#### YOUR OBJECTIVE:
A faithful copy of every entry is the goal; keep the images out of it.

#### Physical quantity readout data:
════════════════

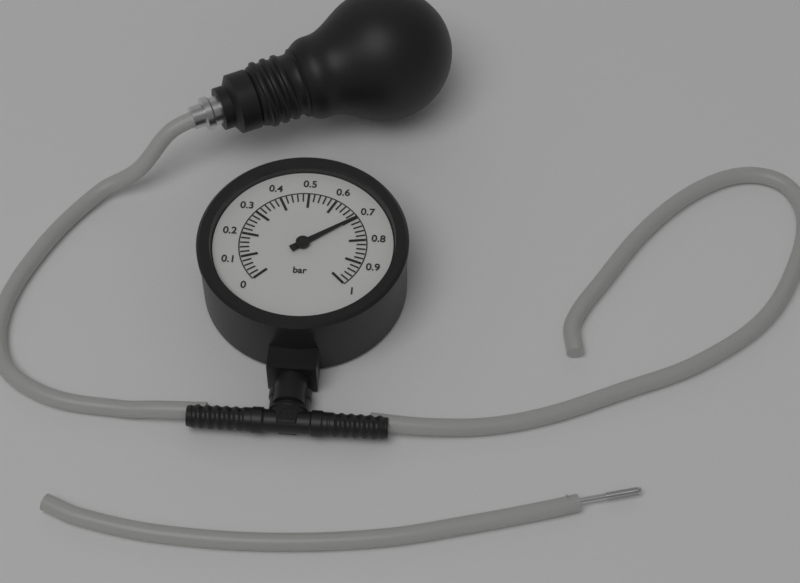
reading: 0.70 bar
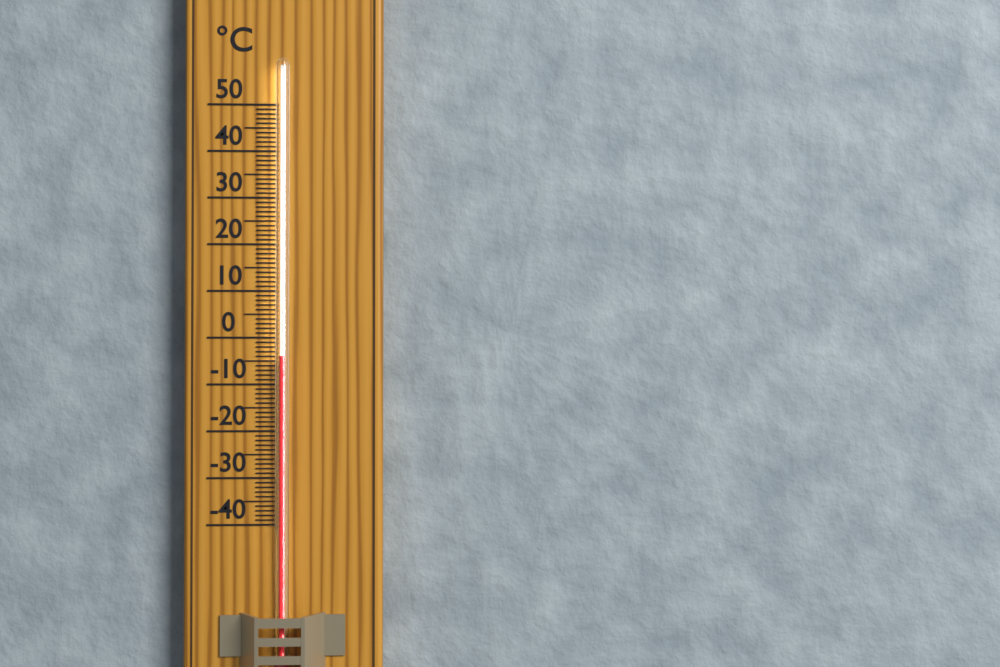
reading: -4 °C
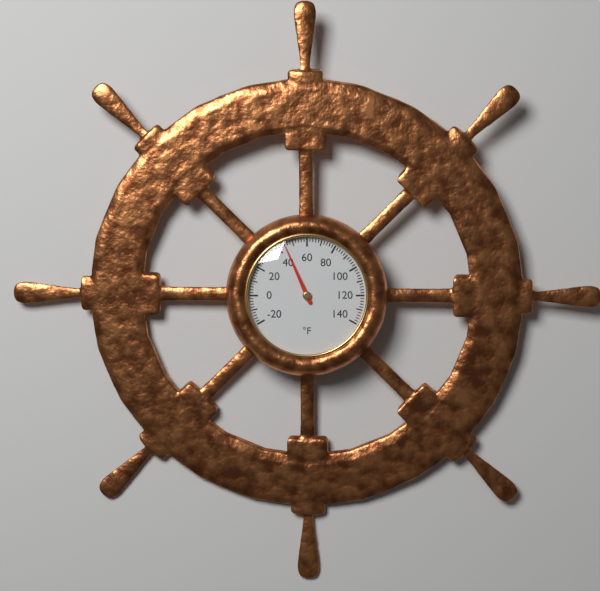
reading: 44 °F
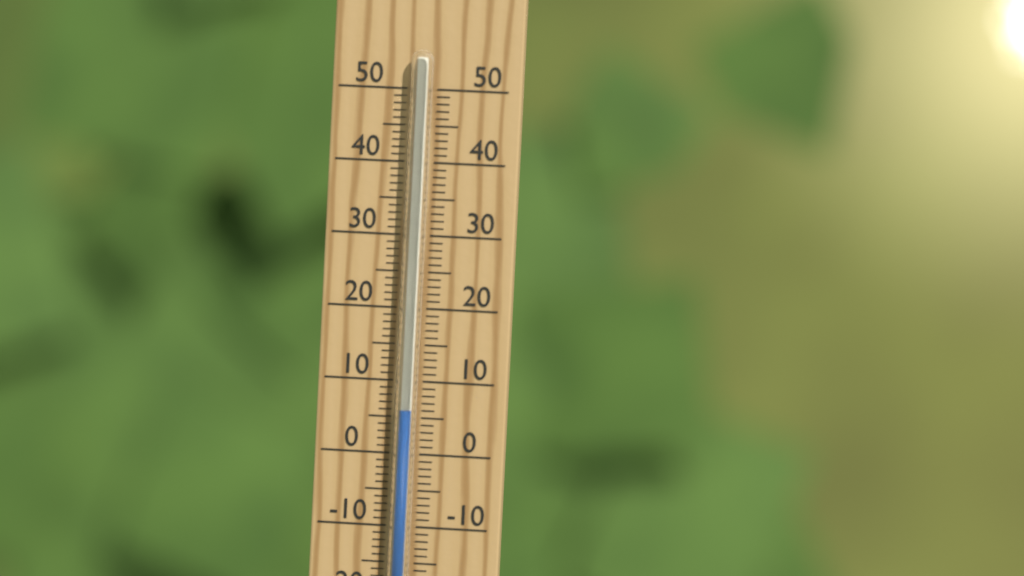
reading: 6 °C
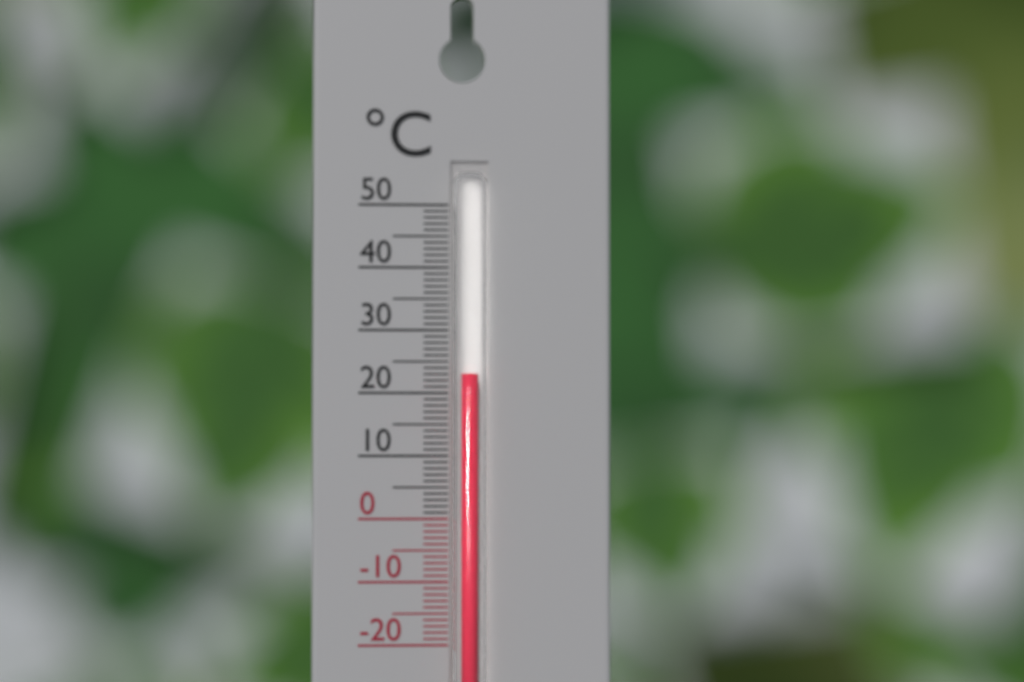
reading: 23 °C
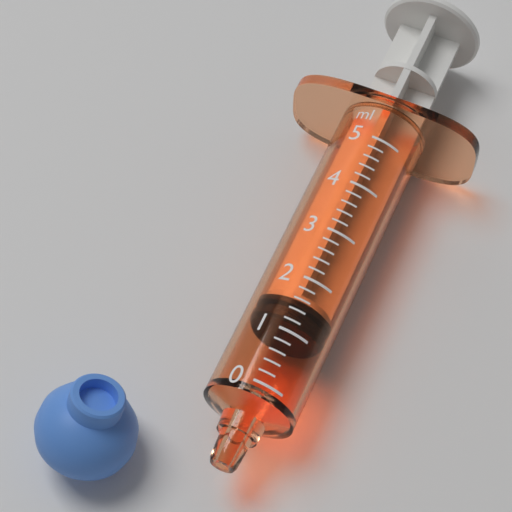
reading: 1.2 ml
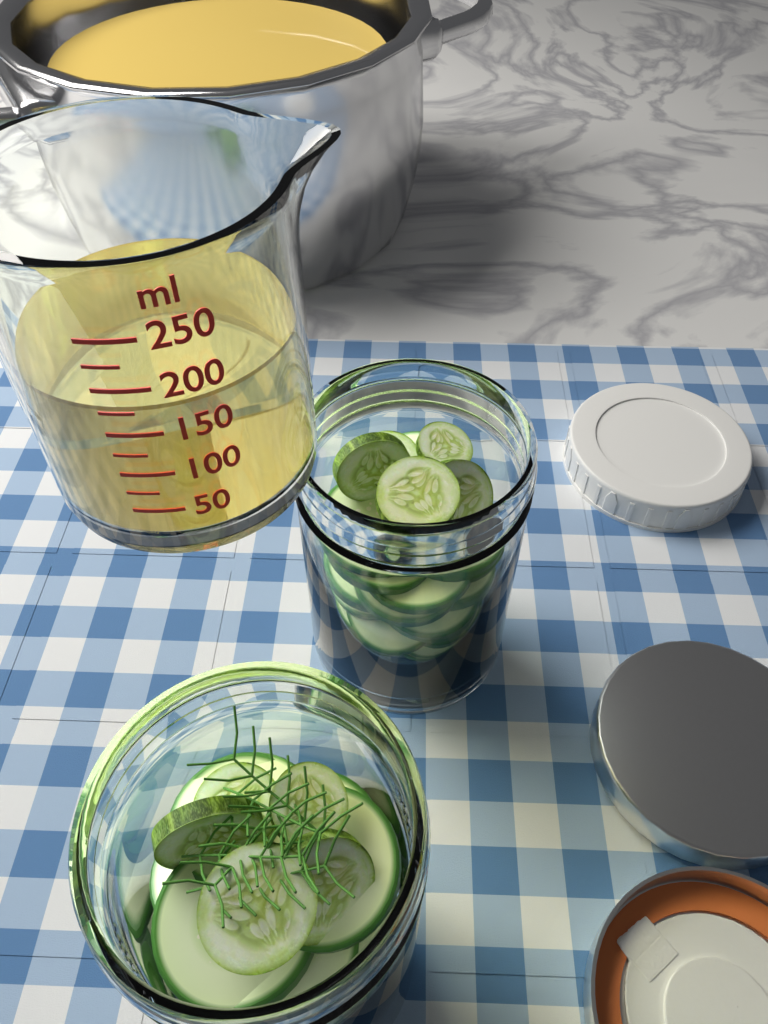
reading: 175 ml
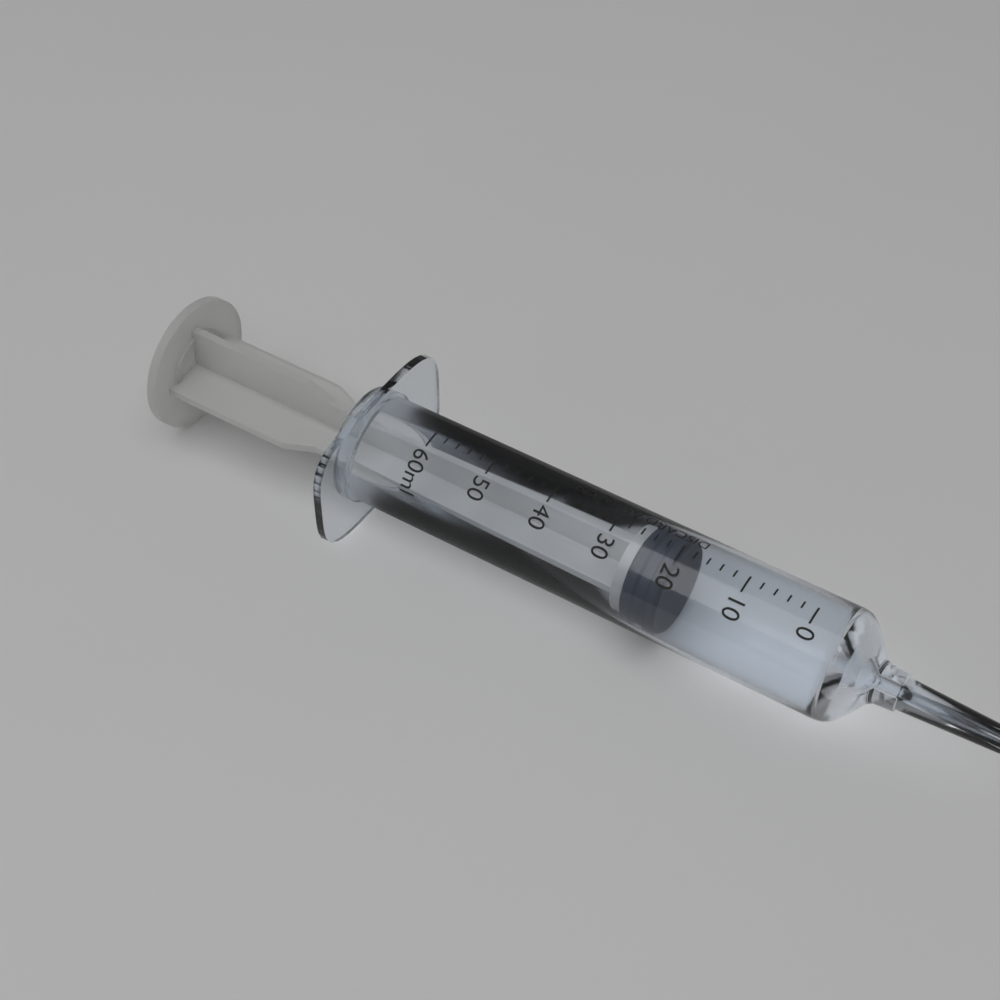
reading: 20 ml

════════════════

#### SOLUTION:
reading: 0.70 bar
reading: -4 °C
reading: 44 °F
reading: 6 °C
reading: 23 °C
reading: 1.2 ml
reading: 175 ml
reading: 20 ml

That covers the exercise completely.